Unfortunately, teachers have been misinformed and do not understand the philosophy behind their writing center’s motive and misuse their assistance.  The typical attitude of a professor toward a lack of higher writing skills is: “I’m not teaching you something you should have learned back in middle school, go to the writing center”.  This attitude is not only fallacious, but at the same time destroys both the writing center and the student.
The writing culture has portrayed their main focus on the mainstream student body, leaving the rest behind straggling to make it.  The stragglers are then sent to their last resort also known as the writing center, to help “fix” their grammatical issues in their writing habits.  Unfortunetly, the writing center is not created to fix or restore a student’s writing, their goal is to tutor and assist writers and not to hand them the “right answer”.
The Kean University’s writing center is a peer tutorial institution made up of collaborative techniques to assist the writer but not teach the writer. According to an article called, Coaching the Writing Process in the Kean University’s Online newspaper, the writing center is described as “the product of a long-term ambition to provide tutoring services in an area with interdisciplinary importance and personal development. Writers from the Kean University student body, faculty, and staff are welcome to utilize the writing center's tutoring sessions and resources.” (Nieves , 2010)

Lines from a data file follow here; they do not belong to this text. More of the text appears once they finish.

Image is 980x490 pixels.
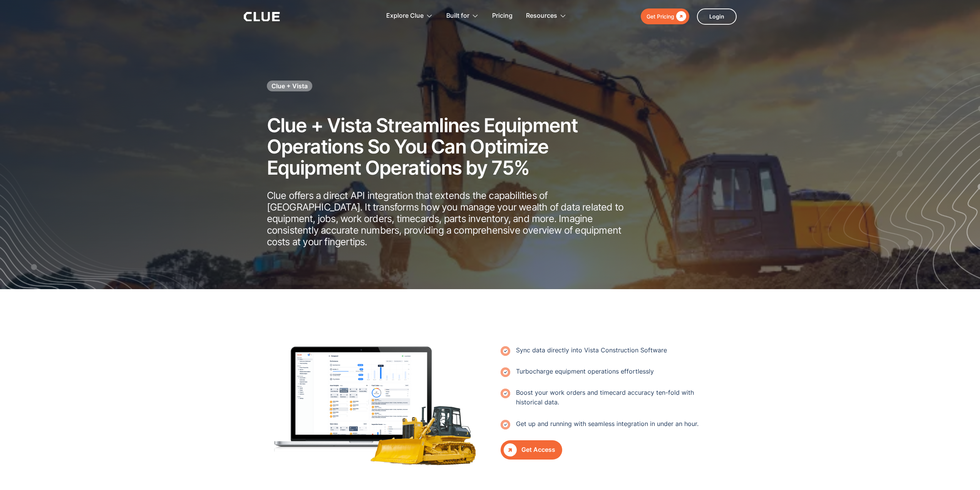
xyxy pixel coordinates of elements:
[674,12,686,21] div: 
[640,9,689,24] a: Get Pricing
[516,419,698,429] p: Get up and running with seamless integration in under an hour.
[500,440,562,459] a: Get Access
[263,331,480,473] img: clue outgood performance dashboard interface on screen
[272,82,308,91] h1: Clue + Vista
[526,4,566,28] div: Resources
[522,444,555,454] div: Get Access
[267,115,633,178] h2: Clue + Vista Streamlines Equipment Operations So You Can Optimize Equipment Operations by 75%
[386,4,433,28] div: Explore Clue
[500,420,510,430] img: Icon of a checkmark in a circle.
[646,12,674,21] div: Get Pricing
[697,9,737,24] a: Login
[500,367,510,377] img: Icon of a checkmark in a circle.
[516,366,654,376] p: Turbocharge equipment operations effortlessly
[810,60,980,289] img: Construction fleet management software
[267,190,633,247] p: Clue offers a direct API integration that extends the capabilities of [GEOGRAPHIC_DATA]. It trans...
[526,4,557,28] div: Resources
[516,388,717,407] p: Boost your work orders and timecard accuracy ten-fold with historical data.
[491,4,512,28] a: Pricing
[503,443,517,456] div: 
[446,4,469,28] div: Built for
[500,346,510,356] img: Icon of a checkmark in a circle.
[446,4,479,28] div: Built for
[386,4,423,28] div: Explore Clue
[500,389,510,398] img: Icon of a checkmark in a circle.
[516,345,667,355] p: Sync data directly into Vista Construction Software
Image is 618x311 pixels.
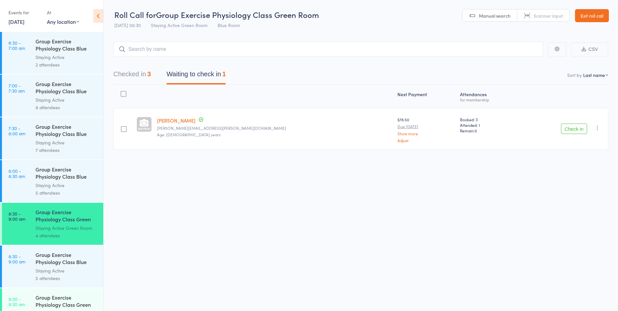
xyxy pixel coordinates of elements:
[397,138,455,142] a: Adjust
[2,245,103,287] a: 8:30 -9:00 amGroup Exercise Physiology Class Blue RoomStaying Active5 attendees
[36,181,98,189] div: Staying Active
[460,128,516,133] span: Remain:
[479,12,511,19] span: Manual search
[8,40,25,51] time: 6:30 - 7:00 am
[36,53,98,61] div: Staying Active
[36,274,98,282] div: 5 attendees
[571,42,608,56] button: CSV
[36,146,98,154] div: 7 attendees
[36,267,98,274] div: Staying Active
[2,203,103,245] a: 8:30 -9:00 amGroup Exercise Physiology Class Green RoomStaying Active Green Room4 attendees
[36,251,98,267] div: Group Exercise Physiology Class Blue Room
[157,126,392,130] small: julie.a.halliday@gmail.com
[8,168,25,179] time: 8:00 - 8:30 am
[8,125,25,136] time: 7:30 - 8:00 am
[561,123,587,134] button: Check in
[114,22,141,28] span: [DATE] 08:30
[8,253,25,264] time: 8:30 - 9:00 am
[157,117,195,124] a: [PERSON_NAME]
[147,70,151,78] div: 3
[583,72,605,78] div: Last name
[218,22,240,28] span: Blue Room
[151,22,208,28] span: Staying Active Green Room
[567,72,582,78] label: Sort by
[2,75,103,117] a: 7:00 -7:30 amGroup Exercise Physiology Class Blue RoomStaying Active8 attendees
[36,104,98,111] div: 8 attendees
[575,9,609,22] a: Exit roll call
[36,189,98,196] div: 5 attendees
[36,123,98,139] div: Group Exercise Physiology Class Blue Room
[156,9,319,20] span: Group Exercise Physiology Class Green Room
[222,70,226,78] div: 1
[36,208,98,224] div: Group Exercise Physiology Class Green Room
[47,18,79,25] div: Any location
[395,88,457,105] div: Next Payment
[166,67,226,84] button: Waiting to check in1
[8,296,25,307] time: 9:00 - 9:30 am
[397,124,455,129] small: Due [DATE]
[36,61,98,68] div: 2 attendees
[36,294,98,310] div: Group Exercise Physiology Class Green Room
[2,32,103,74] a: 6:30 -7:00 amGroup Exercise Physiology Class Blue RoomStaying Active2 attendees
[460,122,516,128] span: Attended: 1
[157,132,221,137] span: Age: [DEMOGRAPHIC_DATA] years
[397,117,455,142] div: $78.50
[114,9,156,20] span: Roll Call for
[397,131,455,136] a: Show more
[36,139,98,146] div: Staying Active
[36,80,98,96] div: Group Exercise Physiology Class Blue Room
[460,117,516,122] span: Booked: 3
[8,7,40,18] div: Events for
[460,97,516,102] div: for membership
[457,88,519,105] div: Atten­dances
[36,166,98,181] div: Group Exercise Physiology Class Blue Room
[8,83,25,93] time: 7:00 - 7:30 am
[475,128,477,133] span: 0
[2,160,103,202] a: 8:00 -8:30 amGroup Exercise Physiology Class Blue RoomStaying Active5 attendees
[47,7,79,18] div: At
[113,42,543,57] input: Search by name
[36,37,98,53] div: Group Exercise Physiology Class Blue Room
[36,232,98,239] div: 4 attendees
[36,224,98,232] div: Staying Active Green Room
[8,18,24,25] a: [DATE]
[36,96,98,104] div: Staying Active
[113,67,151,84] button: Checked in3
[534,12,563,19] span: Scanner input
[2,117,103,159] a: 7:30 -8:00 amGroup Exercise Physiology Class Blue RoomStaying Active7 attendees
[8,211,25,221] time: 8:30 - 9:00 am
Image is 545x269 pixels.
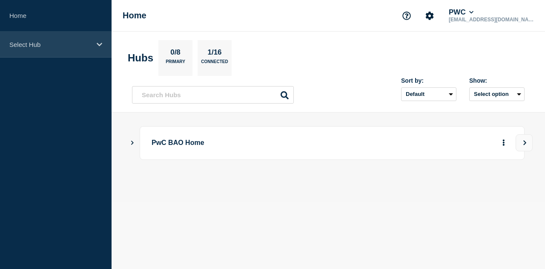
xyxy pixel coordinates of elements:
[132,86,294,103] input: Search Hubs
[167,48,184,59] p: 0/8
[128,52,153,64] h2: Hubs
[469,87,525,101] button: Select option
[401,87,456,101] select: Sort by
[166,59,185,68] p: Primary
[447,17,536,23] p: [EMAIL_ADDRESS][DOMAIN_NAME]
[398,7,416,25] button: Support
[130,140,135,146] button: Show Connected Hubs
[498,135,509,151] button: More actions
[201,59,228,68] p: Connected
[401,77,456,84] div: Sort by:
[9,41,91,48] p: Select Hub
[447,8,475,17] button: PWC
[421,7,439,25] button: Account settings
[516,134,533,151] button: View
[469,77,525,84] div: Show:
[204,48,225,59] p: 1/16
[123,11,146,20] h1: Home
[152,135,371,151] p: PwC BAO Home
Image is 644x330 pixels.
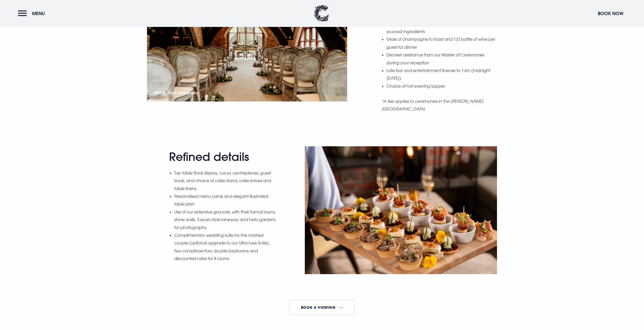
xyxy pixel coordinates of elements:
[32,11,45,16] span: Menu
[305,146,497,274] img: Midweek Wedding Package Northern Ireland
[174,208,277,231] li: Use of our extensive grounds, with their formal lawns, stone walls, Tuscan-style laneway and herb...
[386,67,497,82] li: Late bar and entertainment license to 1am (midnight [DATE])
[169,150,269,164] h2: Refined details
[18,8,48,19] button: Menu
[386,51,497,67] li: Discreet assistance from our Master of Ceremonies during your reception
[154,90,360,96] p: [PERSON_NAME] Photography
[174,169,277,192] li: Top table floral display, luxury centrepieces, guest book, and choice of cake stand, cake knives ...
[386,82,497,90] li: Choice of hot evening supper
[174,231,277,263] li: Complimentary wedding suite for the married couple (optional upgrade to our Ultra-luxe Suite), tw...
[314,5,329,22] img: Clandeboye Lodge
[381,99,484,112] em: *A fee applies to ceremonies in the [PERSON_NAME][GEOGRAPHIC_DATA]
[174,192,277,208] li: Personalised menu cards and elegant illustrated table plan
[386,36,497,51] li: Glass of champagne to toast and 1/2 bottle of wine per guest for dinner
[595,8,626,19] button: Book Now
[386,20,497,36] li: 4 course choice menu, prepared with fresh, locally sourced ingredients
[289,300,355,316] a: Book a Viewing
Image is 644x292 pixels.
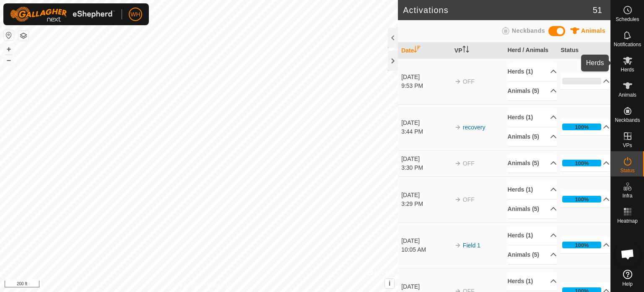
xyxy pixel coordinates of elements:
[401,200,450,208] div: 3:29 PM
[575,195,589,203] div: 100%
[561,191,610,207] p-accordion-header: 100%
[508,127,557,146] p-accordion-header: Animals (5)
[463,242,481,249] a: Field 1
[623,143,632,148] span: VPs
[504,42,558,59] th: Herd / Animals
[508,226,557,245] p-accordion-header: Herds (1)
[455,78,461,85] img: arrow
[508,82,557,100] p-accordion-header: Animals (5)
[455,160,461,167] img: arrow
[401,127,450,136] div: 3:44 PM
[563,160,601,166] div: 100%
[621,67,634,72] span: Herds
[563,242,601,248] div: 100%
[389,280,391,287] span: i
[451,42,504,59] th: VP
[557,42,611,59] th: Status
[512,27,545,34] span: Neckbands
[463,47,469,54] p-sorticon: Activate to sort
[563,196,601,202] div: 100%
[463,78,475,85] span: OFF
[617,219,638,224] span: Heatmap
[615,242,640,267] div: Open chat
[620,168,635,173] span: Status
[455,242,461,249] img: arrow
[563,78,601,84] div: 0%
[615,118,640,123] span: Neckbands
[463,124,486,131] a: recovery
[401,282,450,291] div: [DATE]
[455,124,461,131] img: arrow
[561,155,610,171] p-accordion-header: 100%
[561,237,610,253] p-accordion-header: 100%
[561,73,610,89] p-accordion-header: 0%
[401,191,450,200] div: [DATE]
[581,27,606,34] span: Animals
[508,245,557,264] p-accordion-header: Animals (5)
[622,193,632,198] span: Infra
[401,163,450,172] div: 3:30 PM
[4,55,14,65] button: –
[563,123,601,130] div: 100%
[131,10,140,19] span: WH
[401,73,450,82] div: [DATE]
[207,281,232,288] a: Contact Us
[166,281,198,288] a: Privacy Policy
[593,4,602,16] span: 51
[561,119,610,135] p-accordion-header: 100%
[18,31,28,41] button: Map Layers
[618,92,636,97] span: Animals
[385,279,394,288] button: i
[401,237,450,245] div: [DATE]
[401,82,450,90] div: 9:53 PM
[455,196,461,203] img: arrow
[398,42,451,59] th: Date
[463,196,475,203] span: OFF
[622,281,633,286] span: Help
[401,245,450,254] div: 10:05 AM
[614,42,641,47] span: Notifications
[508,200,557,219] p-accordion-header: Animals (5)
[401,155,450,163] div: [DATE]
[508,108,557,127] p-accordion-header: Herds (1)
[4,44,14,54] button: +
[508,180,557,199] p-accordion-header: Herds (1)
[403,5,593,15] h2: Activations
[508,62,557,81] p-accordion-header: Herds (1)
[508,154,557,173] p-accordion-header: Animals (5)
[401,119,450,127] div: [DATE]
[508,272,557,291] p-accordion-header: Herds (1)
[414,47,421,54] p-sorticon: Activate to sort
[616,17,639,22] span: Schedules
[4,30,14,40] button: Reset Map
[575,123,589,131] div: 100%
[10,7,115,22] img: Gallagher Logo
[463,160,475,167] span: OFF
[575,159,589,167] div: 100%
[611,266,644,290] a: Help
[575,241,589,249] div: 100%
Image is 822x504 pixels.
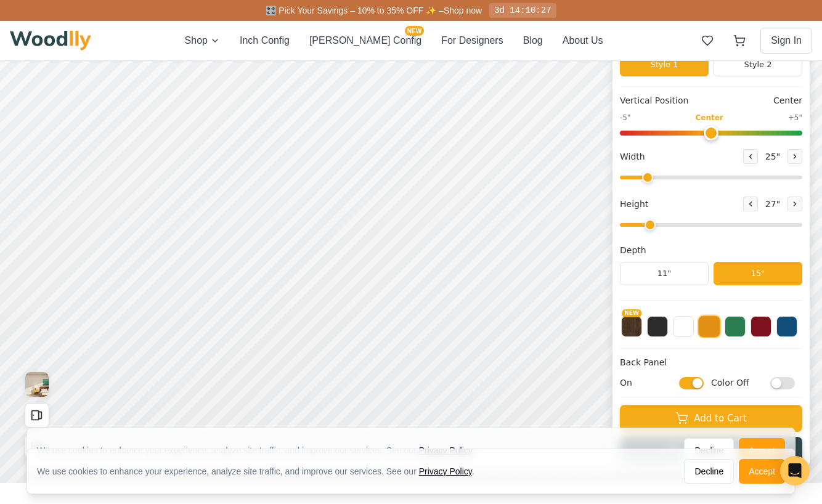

As an ESL writer, being thrown into a writing center, may not be the best possible answer for the student.  Typically the tutorial assistance available for these students is provided by writing centers, and most of the work available there is more commonly based on the work of an English native speaker.  Peer tutors attend to all students who walk in the door with proofreading and writing process questions, organizational and main focus inquiries, planning consultations, etc.  The main question here is, do these strategies appeal to the entire student body?  What about those who need assistance witht the simpler writing processes such as grammar and sentence structure?
Judith Powers writes an article on the different strategies needed to be held for the ESL writer.  “In responding to the three-fold increase in numbers of ESL conferences over the past two years, our writing center faculty has begun to question whether traditional collaborative strategies are appropriate and effective for second-language writers”(368).  The problem of not being fully equipped for the non-native speaking student evolves. “Unfortunately, many of the collaborative techniques that had been so successful with native-speaking writers appeared to fail (or work differently) when applied to ESL conferences” (369).


















Works Cited

Nieves , B. (2010). Coaching the writing process. The Cougars' Byte Online, Retrieved
from http://media.www.cougarsbyte.com/media/storage/paper738/news/2010/09/28/CampusLife/Coaching.The.Writing.Process-3936962.shtml#cp_article_tools
Office of Institutional Research, . "Kean University 2009 Facts." Kean University: Office
of Institutional Research . N.p., 2009 . Web. 3 Oct 2010.
<http://ir.kean.edu/irhome/Factsheet/FactSheet09FA.pdf>
Powers, Judith. Rethinking Writing Center Conferencing
Strategies for the ESL Writer. 1993. 368-369. Print.